Martin Luther King Jr. wrote that “injustice anywhere is a threat to justice everywhere.”
That notion went lost on Gov. Bill Ritter this week as he works to ensure that a controversial evidence bill will not apply to the inmate for whom it was written.
Senate Bill 205 promised a new trial for convicts trying to prove their innocence in cases where police destroy crucial DNA evidence despite court orders to protect it.
As far as anyone can tell, those circumstances apply to one man.
Clarence Moses-EL is serving a 48-year term for a 1987 rape he swears he did not commit.
A month after he won a court order to test evidence for DNA, Denver police tossed the box marked “Do Not Destroy” in a Dumpster, quashing the possibility of scientifically proving the attacker’s identity.
Ritter in a meeting Tuesday threatened to veto Sen. Ken Gordon’s measure seeking a new trial. It bothered the governor that the bill applied only to one person.
Ritter convinced House sponsors to rewrite the measure so it would not include Moses-EL. In a stunning suspension of common sense, lawmakers are trying to “save” a bill shunned because it helped only one person by amending it so it helps, presumably, nobody at all.
Ritter’s objection is precisely the reason to pass the bill.
It sought to help one man because his case is so egregious and unparalleled in Colorado.
Consider Moses-EL’s innocence claim.
The victim named three other men in the minutes after being raped and brutally attacked. Those men weren’t pursued as suspects, even though one since has been convicted of two rapes nearby. Two days after her attack, the victim in Moses-EL’s case said his identity came to her in a dream.
A prison spokesman says he’s “thoroughly” convinced of Moses-EL’s innocence.
Also consider the lack of due process.
From prison, Moses-EL raised $1,000 from fellow inmates to pay for DNA testing and won a court order to submit key rape evidence for analysis. Even though the tossing of the box violated the court order and broke Denver police rules, a judge denied Moses-EL a remedy because police acted out of negligence, not “bad faith.”

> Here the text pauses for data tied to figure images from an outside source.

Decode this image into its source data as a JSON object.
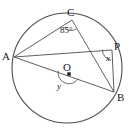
{
  "figure": {
    "type": "circle-geometry-diagram",
    "stroke_color": "#4d4d4d",
    "label_color": "#1a1a1a",
    "background": "#ffffff",
    "width": 133,
    "height": 131
  },
  "circle": {
    "center_label": "O",
    "center_x": 67,
    "center_y": 68,
    "radius": 55
  },
  "points": [
    {
      "name": "A",
      "label": "A",
      "x": 14,
      "y": 57,
      "label_x": 2,
      "label_y": 51
    },
    {
      "name": "C",
      "label": "C",
      "x": 72,
      "y": 20,
      "label_x": 67,
      "label_y": 7
    },
    {
      "name": "P",
      "label": "P",
      "x": 112,
      "y": 50,
      "label_x": 114,
      "label_y": 41
    },
    {
      "name": "B",
      "label": "B",
      "x": 114,
      "y": 92,
      "label_x": 117,
      "label_y": 92
    },
    {
      "name": "O",
      "label": "O",
      "x": 69,
      "y": 74,
      "label_x": 63,
      "label_y": 62
    }
  ],
  "segments": [
    {
      "name": "A-C",
      "from": "A",
      "to": "C"
    },
    {
      "name": "A-P",
      "from": "A",
      "to": "P"
    },
    {
      "name": "A-B",
      "from": "A",
      "to": "B"
    },
    {
      "name": "C-B",
      "from": "C",
      "to": "B"
    },
    {
      "name": "P-B",
      "from": "P",
      "to": "B"
    }
  ],
  "angles": [
    {
      "name": "angle-at-C",
      "label": "85°",
      "vertex": "C",
      "label_x": 60,
      "label_y": 26
    },
    {
      "name": "angle-x-at-P",
      "label": "x",
      "vertex": "P",
      "label_x": 106,
      "label_y": 54
    },
    {
      "name": "angle-y-at-O",
      "label": "y",
      "vertex": "O",
      "label_x": 57,
      "label_y": 82
    }
  ]
}
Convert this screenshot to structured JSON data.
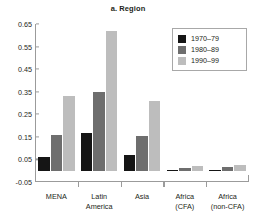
{
  "chart_data": {
    "type": "bar",
    "title": "a. Region",
    "xlabel": "",
    "ylabel": "",
    "ylim": [
      -0.05,
      0.65
    ],
    "ytick_values": [
      -0.05,
      0.05,
      0.15,
      0.25,
      0.35,
      0.45,
      0.55,
      0.65
    ],
    "ytick_labels": [
      "-0.05",
      "0.05",
      "0.15",
      "0.25",
      "0.35",
      "0.45",
      "0.55",
      "0.65"
    ],
    "grid": false,
    "legend_position": "top-right",
    "categories": [
      "MENA",
      "Latin America",
      "Asia",
      "Africa (CFA)",
      "Africa (non-CFA)"
    ],
    "category_lines": [
      [
        "MENA"
      ],
      [
        "Latin",
        "America"
      ],
      [
        "Asia"
      ],
      [
        "Africa",
        "(CFA)"
      ],
      [
        "Africa",
        "(non-CFA)"
      ]
    ],
    "series": [
      {
        "name": "1970–79",
        "color": "#151515",
        "values": [
          0.06,
          0.165,
          0.07,
          0.004,
          0.004
        ]
      },
      {
        "name": "1980–89",
        "color": "#6e6e6e",
        "values": [
          0.16,
          0.348,
          0.155,
          0.012,
          0.018
        ]
      },
      {
        "name": "1990–99",
        "color": "#bdbdbd",
        "values": [
          0.33,
          0.62,
          0.31,
          0.022,
          0.025
        ]
      }
    ]
  },
  "colors": {
    "axis": "#9b9b9b",
    "text": "#231f20",
    "background": "#ffffff",
    "legend_border": "#a8a8a8"
  }
}
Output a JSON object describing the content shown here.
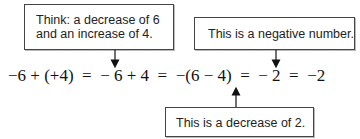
{
  "callouts": {
    "top_left": {
      "line1": "Think: a decrease of 6",
      "line2": "and an increase of 4."
    },
    "top_right": {
      "text": "This is a negative number."
    },
    "bottom": {
      "text": "This is a decrease of 2."
    }
  },
  "equation": {
    "text": "−6 + (+4)  =  − 6 + 4  =  −(6 − 4)  =  − 2  =  −2"
  },
  "arrows": [
    {
      "from": "top_left",
      "direction": "down",
      "points_to": "+ in −6 + 4"
    },
    {
      "from": "top_right",
      "direction": "down",
      "points_to": "final −2"
    },
    {
      "from": "bottom",
      "direction": "up",
      "points_to": "− 2 (minus sign)"
    }
  ]
}
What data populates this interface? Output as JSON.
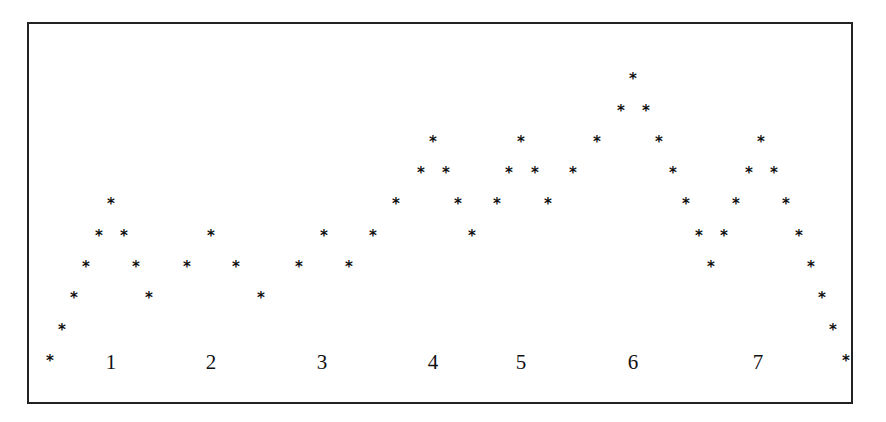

“Makes no difference to me why they trashed it. It’s gone and I can’t use it to get out of here,” said Moses-EL, 52, who faces 27 more years behind bars.
Gordon’s bill wasn’t a get-out-of-jail-free card. Rather, it offered the chance for a new trial — a revisiting of the case, which a judge essentially ordered by allowing testing.
The Senate overrode objections by powerful district attorneys, saying the downsides of locking up a potentially innocent man for 48 years would outweigh making one victim repeat her painful story.
The bill passed out of the House Judiciary Committee. Then, hours before the full House was set to vote, it withered under a veto threat.
By whom? Ritter, who served as Denver DA when that office failed to notify the detective who signed off on destroying the evidence not only that Moses-EL was appealing, but that a judge had ordered the items preserved. The very governor who is a friend and former boss of the lawyers who prosecuted the case.
Ritter won’t comment.
First as DA and now as governor, he had two chances to bring justice to a man without a constituency. He is 0-for-2.
Instead, Ritter opts to support justice only in broad strokes.
Strokes that, in this case, are utterly meaningless.